Maude Sausalito, now older, and married (and in fact not Maude Sausalito anymore), wore her hair long and flat like a shawl. She was telling her husband about the Blanchards, the legends of ballooning, while he polished his shoes. She herself was icing cupcakes on the one clear corner of the kitchen table; he had spread newspaper across the remainder and was nodding as he dipped a brush in polish. He had just been promoted to Assistant Manager at the menswear store where he worked, which is why shiny shoes were important.
When Maude told how Madame Blanchard took to the sky of a night, her husband, David, chuckled to himself, and said, ‘Not a bad idea!’
They both glanced down at their first child, Fancy, who was sleeping in the bassinet. Lately, she had been teething, so that their nights had become precarious affairs: they did not sleep so much as teeter in suspense. The baby’s cries were so sharp they both felt the cut of the tooth.
Maude and David had married two years before, and honeymooned in the Hunter Valley. Maude had secretly arranged a dawn balloon ride for the second day of the honeymoon, but, during the wedding reception, David’s brother made several jokes about his vertigo.
‘What’s vertigo?’ Maude whispered.
‘A fear of heights,’ David whispered back.
He had never told her! Secretly, she cancelled the balloon ride.
They never mentioned his vertigo, but both acknowledged it silently – for example, when Maude’s kite got caught on the chimney, she herself climbed up to retrieve it while David watched, trembling and pale.
Generally, David was happy to hear her balloon stories, but when Maude finished the story of the Blanchards, he said sternly, ‘She died in a balloon crash? That’s not a nice story, Maude. Why tell me that story?’
‘Okay, here’s a nicer story,’ said Maude at once. ‘About Monsieur Blanchard. The husband. About how he crossed the English channel in a balloon! Just bounce the bassinet a bit with your foot, would you? We’ll kid her to go back to sleep.’
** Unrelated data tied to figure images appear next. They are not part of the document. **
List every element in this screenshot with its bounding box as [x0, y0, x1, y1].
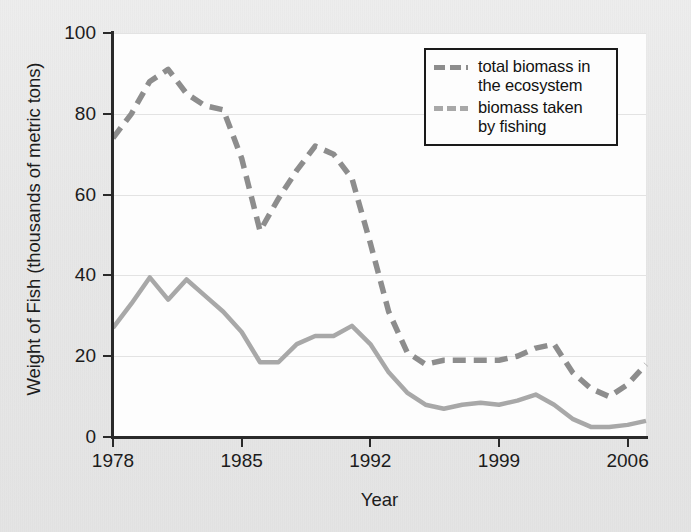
y-tick-label: 60: [40, 184, 96, 206]
y-tick-mark: [103, 194, 113, 196]
line-chart-figure: Weight of Fish (thousands of metric tons…: [0, 0, 691, 532]
x-tick-mark: [369, 437, 371, 447]
x-tick-mark: [241, 437, 243, 447]
y-tick-mark: [103, 32, 113, 34]
x-tick-mark: [627, 437, 629, 447]
x-tick-label: 1999: [459, 450, 539, 472]
legend-item-total-biomass: total biomass inthe ecosystem: [434, 57, 608, 96]
x-axis-line: [111, 436, 648, 439]
legend-swatch-dashed-icon: [434, 65, 468, 70]
y-tick-mark: [103, 274, 113, 276]
y-axis-title: Weight of Fish (thousands of metric tons…: [23, 9, 45, 449]
y-tick-label: 100: [40, 22, 96, 44]
y-axis-line: [111, 31, 114, 439]
x-tick-label: 1978: [73, 450, 153, 472]
legend-item-biomass-taken: biomass takenby fishing: [434, 98, 608, 137]
y-tick-mark: [103, 355, 113, 357]
y-tick-label: 40: [40, 264, 96, 286]
series-line-2: [113, 277, 646, 426]
x-tick-label: 1992: [330, 450, 410, 472]
y-tick-label: 0: [40, 426, 96, 448]
x-tick-label: 2006: [588, 450, 668, 472]
y-tick-mark: [103, 113, 113, 115]
y-tick-label: 20: [40, 345, 96, 367]
x-axis-title: Year: [113, 489, 646, 511]
legend-swatch-solid-icon: [434, 106, 468, 111]
legend-label-biomass-taken: biomass takenby fishing: [478, 98, 582, 137]
legend-label-total-biomass: total biomass inthe ecosystem: [478, 57, 590, 96]
x-tick-mark: [498, 437, 500, 447]
x-tick-mark: [112, 437, 114, 447]
chart-legend: total biomass inthe ecosystem biomass ta…: [424, 48, 618, 146]
x-tick-label: 1985: [202, 450, 282, 472]
y-tick-label: 80: [40, 103, 96, 125]
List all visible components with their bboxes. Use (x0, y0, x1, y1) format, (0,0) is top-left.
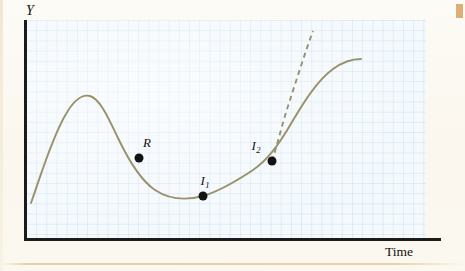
curve-layer (0, 0, 465, 271)
counterfactual-path-curve (272, 31, 313, 161)
y-axis-label: Y (26, 3, 34, 19)
marker-dot-i1[interactable] (199, 192, 208, 201)
marker-label-i1-sub: 1 (205, 180, 209, 190)
marker-label-i2: I2 (252, 138, 261, 154)
marker-label-i2-sub: 2 (256, 145, 260, 155)
figure-page: R I1 I2 Y Time (0, 0, 465, 271)
actual-path-curve (31, 59, 361, 203)
marker-label-i1: I1 (201, 173, 210, 189)
marker-label-i1-base: I (201, 173, 206, 188)
x-axis-label: Time (385, 244, 413, 260)
marker-dot-r[interactable] (135, 154, 144, 163)
marker-label-i2-base: I (252, 138, 257, 153)
marker-label-r: R (143, 135, 151, 151)
marker-dot-i2[interactable] (268, 157, 277, 166)
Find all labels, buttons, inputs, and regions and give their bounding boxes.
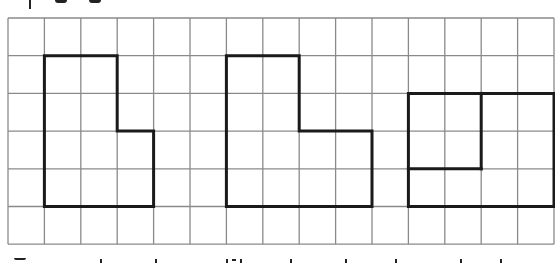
clipped-glyph-fragment (226, 259, 228, 263)
clipped-glyph-fragment (100, 259, 102, 263)
clipped-glyph-fragment (395, 259, 397, 263)
clipped-glyph-fragment (500, 259, 502, 263)
clipped-glyph-fragment (345, 259, 347, 263)
clipped-glyph-fragment (290, 259, 292, 263)
clipped-glyph-fragment (240, 259, 242, 263)
clipped-glyph-fragment (14, 258, 26, 260)
clipped-glyph-fragment (89, 0, 101, 3)
clipped-glyph-fragment (460, 259, 462, 263)
grid-diagram (0, 0, 555, 263)
grid-canvas (0, 0, 555, 263)
clipped-glyph-fragment (232, 259, 236, 261)
clipped-glyph-fragment (29, 0, 31, 9)
clipped-glyph-fragment (155, 259, 157, 263)
clipped-glyph-fragment (55, 0, 67, 3)
grid-lines (8, 18, 554, 244)
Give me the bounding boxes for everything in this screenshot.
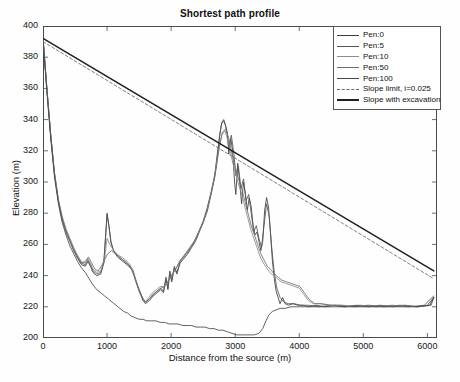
- legend-label: Pen:0: [363, 30, 384, 40]
- y-tick-label: 340: [8, 114, 38, 124]
- y-tick-label: 280: [8, 207, 38, 217]
- legend-label: Slope limit, i=0.025: [363, 84, 431, 94]
- x-tick-label: 0: [21, 341, 65, 351]
- legend-swatch: [337, 46, 359, 47]
- legend-label: Pen:100: [363, 74, 393, 84]
- y-tick-label: 320: [8, 145, 38, 155]
- chart-title: Shortest path profile: [0, 8, 460, 19]
- legend-item[interactable]: Slope with excavation: [337, 95, 437, 106]
- legend-label: Slope with excavation: [363, 95, 440, 105]
- legend-item[interactable]: Pen:0: [337, 30, 437, 41]
- y-tick-label: 400: [8, 20, 38, 30]
- x-tick-label: 6000: [405, 341, 449, 351]
- legend-label: Pen:5: [363, 41, 384, 51]
- y-tick-label: 260: [8, 238, 38, 248]
- x-tick-label: 5000: [341, 341, 385, 351]
- legend-item[interactable]: Pen:10: [337, 52, 437, 63]
- figure: Shortest path profile Elevation (m) Dist…: [0, 0, 460, 382]
- legend-swatch: [337, 35, 359, 36]
- y-tick-label: 300: [8, 176, 38, 186]
- legend-item[interactable]: Slope limit, i=0.025: [337, 84, 437, 95]
- y-tick-label: 380: [8, 51, 38, 61]
- x-tick-label: 1000: [85, 341, 129, 351]
- x-tick-label: 2000: [149, 341, 193, 351]
- legend-label: Pen:50: [363, 63, 388, 73]
- legend-swatch: [337, 56, 359, 57]
- legend-swatch: [337, 89, 359, 90]
- legend-swatch: [337, 67, 359, 68]
- legend-item[interactable]: Pen:50: [337, 62, 437, 73]
- y-tick-label: 240: [8, 270, 38, 280]
- x-tick-label: 3000: [213, 341, 257, 351]
- legend-swatch: [337, 99, 359, 101]
- x-tick-label: 4000: [277, 341, 321, 351]
- legend-swatch: [337, 78, 359, 79]
- legend-item[interactable]: Pen:5: [337, 41, 437, 52]
- legend-label: Pen:10: [363, 52, 388, 62]
- y-tick-label: 360: [8, 82, 38, 92]
- legend-item[interactable]: Pen:100: [337, 73, 437, 84]
- x-axis-label: Distance from the source (m): [0, 352, 460, 363]
- legend: Pen:0Pen:5Pen:10Pen:50Pen:100Slope limit…: [333, 26, 441, 110]
- y-tick-label: 220: [8, 301, 38, 311]
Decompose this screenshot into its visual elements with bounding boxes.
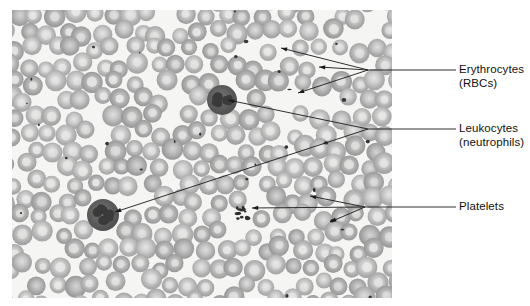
callout-label-leukocytes-line1: Leukocytes <box>459 122 518 134</box>
leader-branch-platelets-1 <box>252 207 365 208</box>
leader-arrowhead-platelets-1 <box>252 206 258 210</box>
callout-label-platelets: Platelets <box>459 200 504 214</box>
callout-label-erythrocytes-line1: Erythrocytes <box>459 63 524 75</box>
blood-smear-figure: Erythrocytes (RBCs) Leukocytes (neutroph… <box>0 0 530 306</box>
leader-branch-erythrocytes-2 <box>298 70 368 93</box>
leader-line-overlay <box>0 0 530 306</box>
leader-branch-platelets-0 <box>310 196 365 207</box>
leader-branch-leukocytes-0 <box>228 100 368 129</box>
leader-arrowhead-erythrocytes-0 <box>281 48 288 52</box>
leader-arrowhead-leukocytes-1 <box>115 208 122 212</box>
leader-arrowhead-erythrocytes-2 <box>298 89 305 93</box>
callout-label-erythrocytes-line2: (RBCs) <box>459 77 524 91</box>
callout-label-leukocytes-line2: (neutrophils) <box>459 136 524 150</box>
callout-label-platelets-line1: Platelets <box>459 200 504 212</box>
leader-arrowhead-platelets-2 <box>330 218 337 222</box>
callout-label-erythrocytes: Erythrocytes (RBCs) <box>459 63 524 90</box>
leader-branch-leukocytes-1 <box>115 129 368 212</box>
callout-label-leukocytes: Leukocytes (neutrophils) <box>459 122 524 149</box>
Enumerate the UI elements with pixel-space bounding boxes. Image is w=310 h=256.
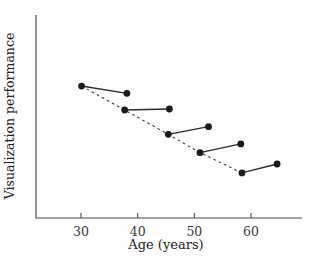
chart-canvas: 30405060 Age (years) Visualization perfo… (0, 0, 310, 256)
cross-sectional-dashed-line (82, 86, 242, 173)
x-tick-label: 30 (73, 224, 89, 239)
x-tick-label: 60 (243, 224, 259, 239)
data-point (237, 141, 244, 148)
cohort-4-longitudinal (200, 144, 241, 153)
cross-sectional-trend (82, 86, 242, 173)
data-points (78, 83, 280, 177)
data-point (239, 170, 246, 177)
data-point (124, 90, 131, 97)
y-axis-label: Visualization performance (2, 33, 17, 201)
data-point (166, 106, 173, 113)
data-point (197, 149, 204, 156)
x-axis-label: Age (years) (127, 237, 203, 252)
data-point (274, 161, 281, 168)
data-point (121, 107, 128, 114)
cohort-2-longitudinal (125, 109, 170, 110)
data-point (205, 123, 212, 130)
data-point (78, 83, 85, 90)
visualization-performance-figure: 30405060 Age (years) Visualization perfo… (0, 0, 310, 256)
longitudinal-segments (82, 86, 278, 173)
cohort-5-longitudinal (242, 164, 277, 173)
axis-lines (36, 15, 302, 218)
data-point (165, 131, 172, 138)
cohort-3-longitudinal (168, 127, 208, 135)
x-axis-ticks: 30405060 (73, 213, 259, 239)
As she told the story of Monsieur Blanchard, Maude daydreamed about the journey they would take in a hot air balloon, once David was cured of his vertigo. (If she told enough balloon stories, then s
urely . . . ?)
The pilot would have long curling hair, almost to his shoulders. In the creaking basket of the balloon, one night, he would point out a powerful owl. ‘Is that actually a bird?’ David would say. ‘Isn’t it just a bit of dust?’ But the pilot, his muscular arm reaching up to tug a rope, checking the wind with a private little nod, would steer them closer to the dust, which would turn into a powerful owl. He would glance at her reaction, shy for a moment, but then he would grin, mischievously, and turn to the care of his balloon.
Blushing, she would look down at the slice of lime, perched on the side of her martini.
10
CATH MURPHY
The following week, Cath found out how it felt, the end of her affair.
It felt: suspenseful, frightening, surprising, confusing, obvious, outrageous and eventually like despair. These emotions arrived individually or in clusters, and sometimes one would brush the surface for a moment before eliding into another. On the first day, Monday, the primary emotions were SUSPENSE and FEAR.
Three significant events took place that day:
1. seeing Breanna for the first time;
2. being introduced to Breanna; and
3. having coffee with Breanna.
At Monday Assembly, she sat in her usual place, mistaking the suspense and fear for an exciting arriving-at-the-theatre sort of feeling. Warren ran in late, as usual, and sat beside her, with a friendly yet restrained ‘hey, hey’. His face was grim and grey, and her excitement increased. She ignored Billson’s introductory remarks, but then tuned back in when she realised he was no longer talking but was breathing, unpleasantly, into the microphone.
‘I’m waiting,’ he said, holding up his left thumb and then his pointer. He was going to count ten fingers, while the children whispered and giggled. ‘All right,’ he said, growing bored with the game. ‘Let’s show our newcomer how well behaved we are at Redwood! A round of applause to welcome our new school counsellor, Breanna Woodford!’